It was a simple recommendation from her doctor: a routine screening, ahead of schedule. But Gail Fry is convinced that it saved her life.
Mrs. Fry, a teacher in the Fresno Unified School District, was in for her annual exam when her doctor made the request. “Get a mammogram,” the doctor advised.
To Gail, the request was early and a little unexpected. “When my doctor suggested I get a ‘baseline mammogram’ when I was 35, my friends and I made jokes about it. I had no family history of breast cancer, and there were no symptoms. I thought 35 was too young,” Gail recalled. “But my doctor recommended it, and I’m not a person who puts things off.”
What happened next turned the world upside-down for Gail and her family.
“I had breast cancer. At 35,” Gail said. “Without that mammogram, I wouldn’t have made it to 40.”

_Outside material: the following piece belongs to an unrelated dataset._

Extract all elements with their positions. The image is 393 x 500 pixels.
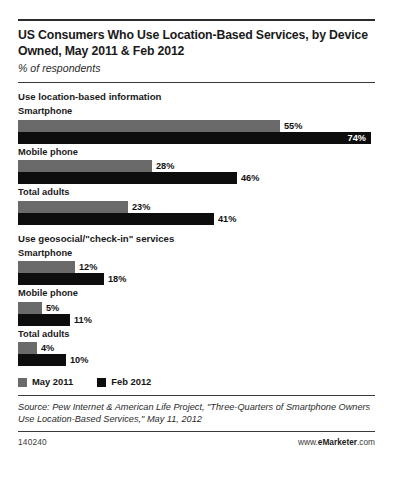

Beginning with the information from her mammogram, Gail was diagnosed as having Stage 2B breast cancer. There were no symptoms, no other indications, and according to Gail, without the mammogram “it wouldn’t have been detected any other way.” What’s worse, her otherwise-undetectable cancer had already spread to her lymph nodes.
The treatment was not easy. Two surgeries, six rounds of chemotherapy, 33 days of radiation, and “more lab work than I possibly could ever think of,” Gail said. Her insurance, through the Fresno Unified School District’s Employee Benefits Plan, covered it all, including reconstructive surgery and follow-up care down the road.
“I’d describe my health today as ‘good,’” Gail said. “I go to the doctor a lot more, and I continue with a couple of medications. My doctors tell me it takes about five years to get back to normal, and I’m getting there.”
When asked why so many people don’t get their annual screenings — especially when the FUSD Employee Benefits Plan covers and encourages such routine screenings – Gail said she believes there are two factors involved.
“First, I think people are scared,” she said. “The truth is if a test comes out positive, catching it early makes it much easier to treat, and much less painful for you and your for your loved ones.” Gail’s doctors said that by detecting such cancers early -– at Stage 1 or Stage 2 – the survival rate is 98 percent. Detecting and treating such cancers early means getting those routine screenings.
But Gail believes there’s a second reason why people don’t take advantage of the FUSD’s routine screening health benefit: They simply don’t want to take the time.
For them, Gail has a clear message: “Everybody needs to get their screenings,” she said. “We have the benefit. Use it. It takes an hour. And it saved my life.”